In response to an FT book review by Ed Luce on 17th February 2016, entitled ‘Dreaming small: how America lost it’s taste for risk’
This is a thought-provoking article with some interesting points. That doesn’t come across in my response. I have picked on a couple of ‘elite blindspots’ for criticism, but to be fair to Mr Luce and the author of the book he is reviewing – there is more to both than my following criticisms.

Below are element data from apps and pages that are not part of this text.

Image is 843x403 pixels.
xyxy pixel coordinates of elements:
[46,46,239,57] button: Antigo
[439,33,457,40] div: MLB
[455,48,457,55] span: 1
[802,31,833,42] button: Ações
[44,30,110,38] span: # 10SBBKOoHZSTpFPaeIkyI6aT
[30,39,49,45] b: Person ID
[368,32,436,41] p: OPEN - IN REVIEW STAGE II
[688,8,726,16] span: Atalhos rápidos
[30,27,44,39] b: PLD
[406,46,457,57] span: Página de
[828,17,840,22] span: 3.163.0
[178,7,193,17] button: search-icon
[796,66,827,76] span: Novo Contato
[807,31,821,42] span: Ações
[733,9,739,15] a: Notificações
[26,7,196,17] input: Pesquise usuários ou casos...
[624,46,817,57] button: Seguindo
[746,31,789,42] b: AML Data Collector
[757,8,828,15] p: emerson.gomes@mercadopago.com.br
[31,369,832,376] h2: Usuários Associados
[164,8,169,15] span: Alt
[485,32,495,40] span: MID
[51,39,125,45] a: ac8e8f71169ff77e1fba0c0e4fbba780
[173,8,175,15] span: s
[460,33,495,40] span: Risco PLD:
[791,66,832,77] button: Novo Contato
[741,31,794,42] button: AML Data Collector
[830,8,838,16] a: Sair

“Walk into any start-up company in America and you will likely see an almost identical decor: the walls will have been dutifully stripped of paint; the workplace will be littered with the same multicoloured pouffes; and most of its denizens will be wearing a variation on the casual hipster uniform” - Edward Luce
Wrong. Walk into any start up company in Silicon Valley or the haunts where your average ‘sheltered life’ journalist hangs out…and maybe this description will be accurate. Go anywhere on the rest of the continent and you will see something rather different – people starting out on their own, in a spare room or a garage, on the back of a reputation for doing good work for larger businesses, funding themselves from savings (remember those) and maybe a small bank loan if they can get one. You won’t find a multi-coloured pouffe, a skinny latte with Madagascar cinnamon, or a venture capitalist within a thousand miles. Neither will you find a Washington journalist, unless he’s taking a few pics of the plebs prior to an election.
“The once lavish budgets companies devoted to research and development are now spent on legal compliance and human resources. Corporate income is no longer invested in future growth. Earnings are instead returned to shareholders through dividends or share buybacks”

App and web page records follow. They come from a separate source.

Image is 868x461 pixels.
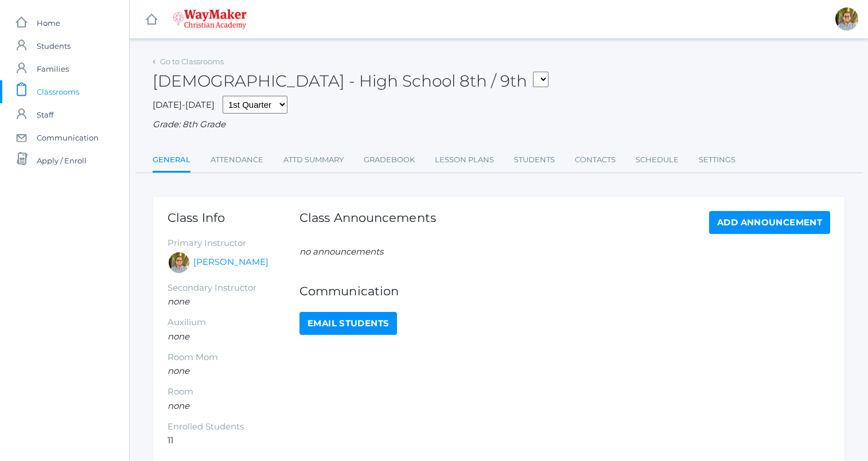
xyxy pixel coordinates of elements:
em: none [167,331,189,342]
h5: Auxilium [167,318,300,327]
a: Email Students [300,312,397,335]
h2: [DEMOGRAPHIC_DATA] - High School 8th / 9th [153,72,549,90]
img: waymaker-logo-stack-white-1602f2b1af18da31a5905e9982d058868370996dac5278e84edea6dabf9a3315.png [172,9,247,29]
span: Staff [36,103,53,126]
a: [PERSON_NAME] [193,256,269,269]
span: Apply / Enroll [36,149,87,172]
a: Attendance [211,149,263,171]
a: Add Announcement [709,211,830,234]
span: Students [36,34,71,57]
em: none [167,296,189,307]
h1: Communication [300,285,830,298]
h5: Secondary Instructor [167,283,300,293]
em: no announcements [300,246,383,257]
h1: Class Announcements [300,211,436,231]
a: Go to Classrooms [160,57,224,66]
a: Students [514,149,555,171]
h5: Enrolled Students [167,422,300,432]
a: Schedule [635,149,679,171]
a: General [153,149,190,173]
h5: Room Mom [167,353,300,363]
span: Communication [36,126,99,149]
h1: Class Info [167,211,300,224]
em: none [167,400,189,411]
li: 11 [167,434,300,447]
em: none [167,366,189,376]
a: Attd Summary [284,149,344,171]
div: Kylen Braileanu [835,8,858,31]
div: Grade: 8th Grade [153,118,845,131]
h5: Room [167,387,300,397]
div: Kylen Braileanu [167,251,190,274]
a: Gradebook [364,149,415,171]
span: Families [36,57,69,80]
a: Settings [699,149,735,171]
span: Classrooms [36,80,79,103]
span: Home [36,12,60,34]
h5: Primary Instructor [167,238,300,248]
a: Contacts [575,149,616,171]
span: [DATE]-[DATE] [153,99,215,110]
a: Lesson Plans [435,149,494,171]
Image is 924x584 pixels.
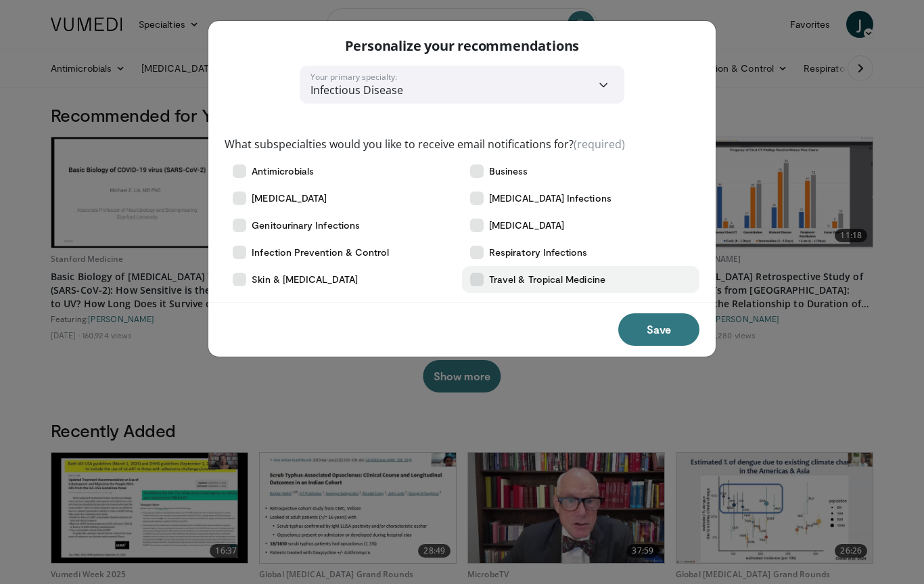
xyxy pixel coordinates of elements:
[489,192,612,205] span: [MEDICAL_DATA] Infections
[489,164,528,178] span: Business
[251,164,314,178] span: Antimicrobials
[251,272,357,286] span: Skin & [MEDICAL_DATA]
[574,137,625,152] span: (required)
[489,246,588,259] span: Respiratory Infections
[251,246,389,259] span: Infection Prevention & Control
[251,192,327,205] span: [MEDICAL_DATA]
[489,219,565,233] span: [MEDICAL_DATA]
[224,136,625,153] label: What subspecialties would you like to receive email notifications for?
[251,219,359,233] span: Genitourinary Infections
[345,37,580,54] p: Personalize your recommendations
[618,313,700,346] button: Save
[489,272,605,286] span: Travel & Tropical Medicine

Absolutely right. Why? Red tape and monetary policy hasn’t done a lot for the entrepreneurialism or productivity of large companies either.
America hasn’t lost its appetite for risk. America has been wrapped up in red tape, tortured with zero interest rates, and lied to by its politicians for decades; politicians who have fooled too many people into thinking that their best interests are served by never-ending foreign interventions and unfunded ‘welfare’ programmes. That risk appetite, expressed in the US better than anywhere, will be re-kindled if and when…the American people, and indeed the rest of the ‘developed world’…wakes up to the reality that the majority of our politicians, economists and bureaucrats, couldn’t run a lemonade stand, let alone create ‘entrepreneurial spirit’. If we want things to get better, we’re going to have to do a better job of holding our governments to account for what they can do, and getting their tentacles off what they can’t.